All that belongs in the answer is the lines from the one containing "Image resolution: width=868" to the end of the listing below, copied exactly, pictures excluded.
──────── Provided data ────────
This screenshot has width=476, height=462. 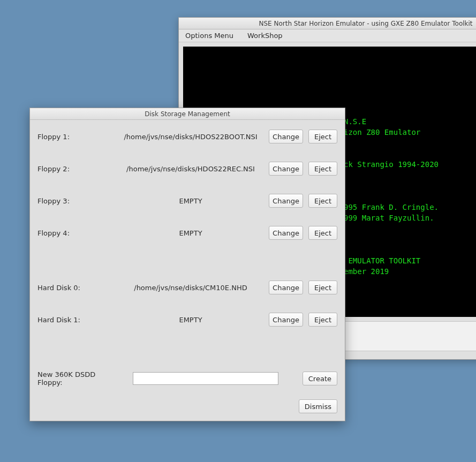 What do you see at coordinates (286, 201) in the screenshot?
I see `floppy-3-change-button: Change` at bounding box center [286, 201].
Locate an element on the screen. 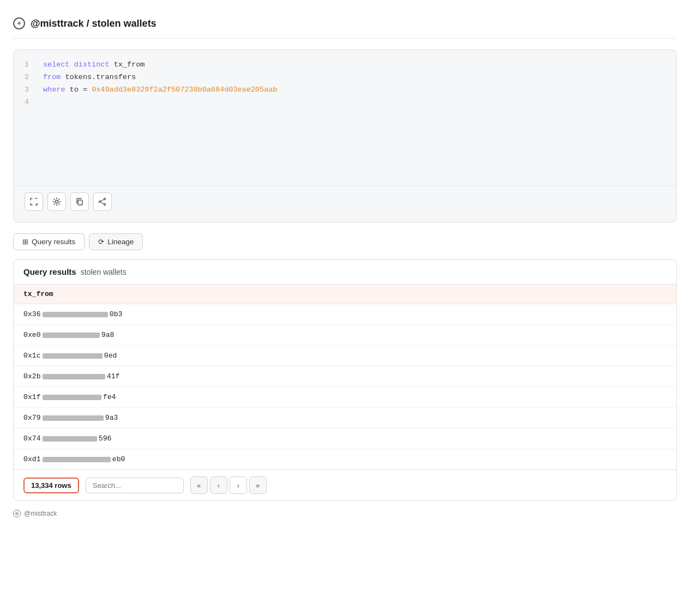 This screenshot has height=616, width=690. line-num-4: 4 is located at coordinates (28, 102).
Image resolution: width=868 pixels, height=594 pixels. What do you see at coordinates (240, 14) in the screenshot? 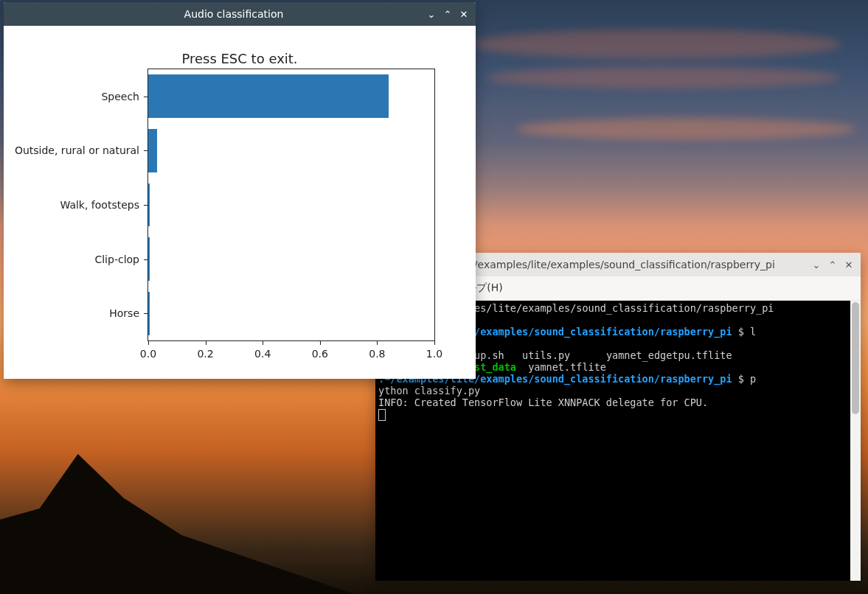
I see `chart-titlebar: Audio classification ⌄ ⌃ ✕` at bounding box center [240, 14].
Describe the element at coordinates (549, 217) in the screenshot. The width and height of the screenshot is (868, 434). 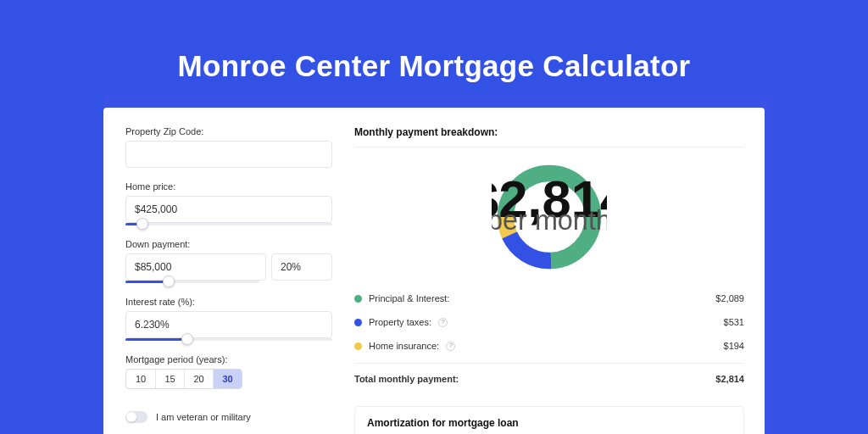
I see `donut-chart-icon: $2,814 per month` at that location.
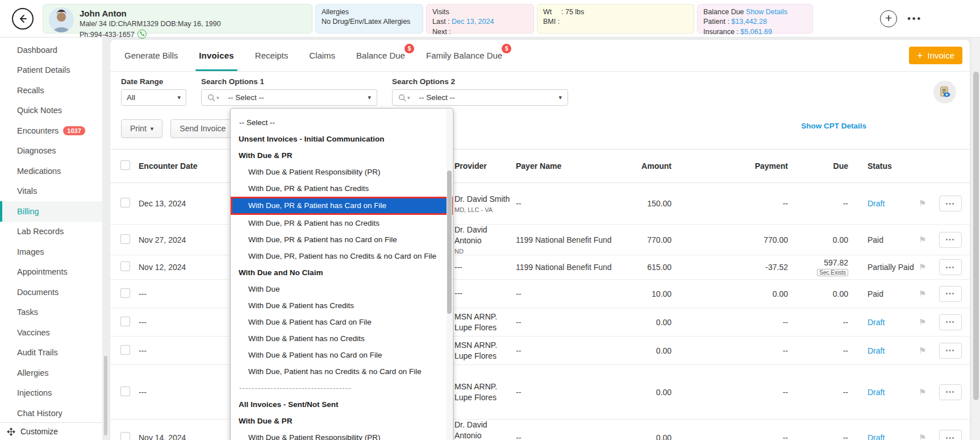  Describe the element at coordinates (272, 56) in the screenshot. I see `tab: Receipts` at that location.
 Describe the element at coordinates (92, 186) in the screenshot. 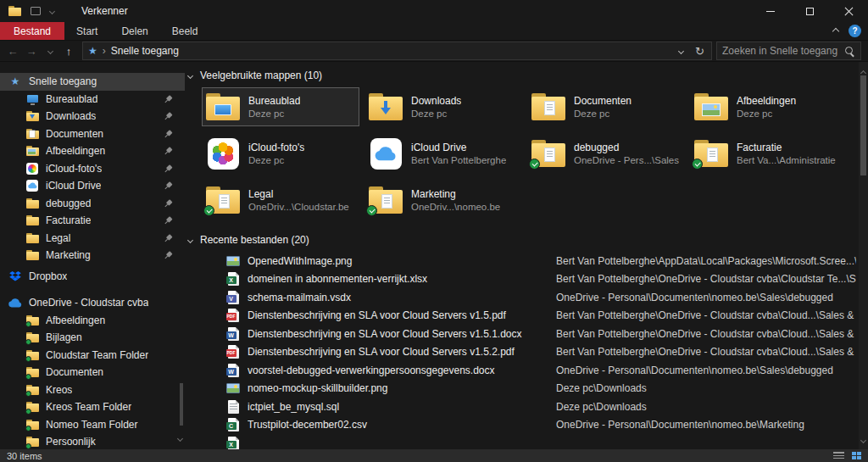

I see `sidebar-item-icloud-drive: iCloud Drive` at that location.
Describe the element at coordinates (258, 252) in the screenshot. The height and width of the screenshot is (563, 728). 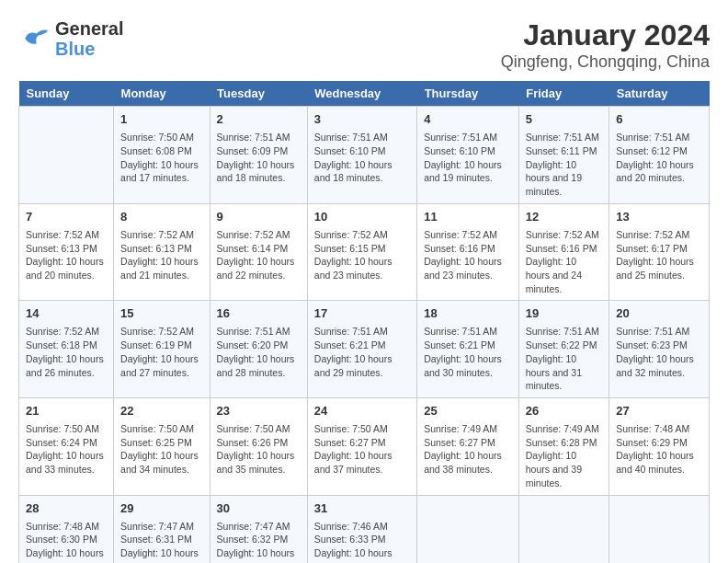
I see `calendar-cell: 9Sunrise: 7:52 AMSunset: 6:14 PMDaylight…` at that location.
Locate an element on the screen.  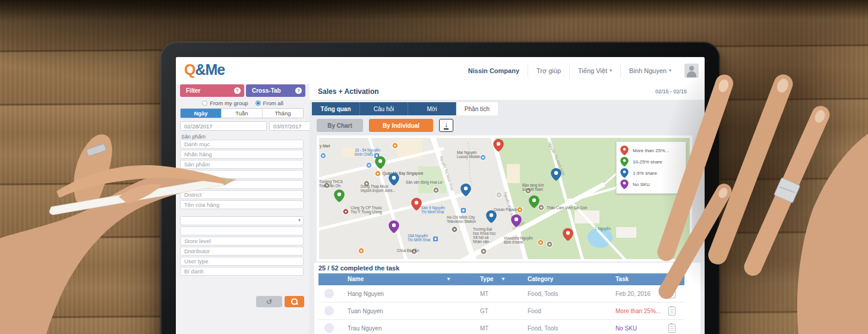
────────
▶ _Exercise answer_
Image resolution: width=868 pixels, height=594 pixels. What do you see at coordinates (240, 14) in the screenshot? 
I see `chart-titlebar: Audio classification ⌄ ⌃ ✕` at bounding box center [240, 14].
Describe the element at coordinates (549, 217) in the screenshot. The width and height of the screenshot is (868, 434). 
I see `donut-chart-icon: $2,814 per month` at that location.
  Describe the element at coordinates (272, 56) in the screenshot. I see `tab: Receipts` at that location.
 Describe the element at coordinates (92, 186) in the screenshot. 

I see `sidebar-item-icloud-drive: iCloud Drive` at that location.
Describe the element at coordinates (258, 252) in the screenshot. The height and width of the screenshot is (563, 728). 
I see `calendar-cell: 9Sunrise: 7:52 AMSunset: 6:14 PMDaylight…` at that location.
Locate an element on the screen.  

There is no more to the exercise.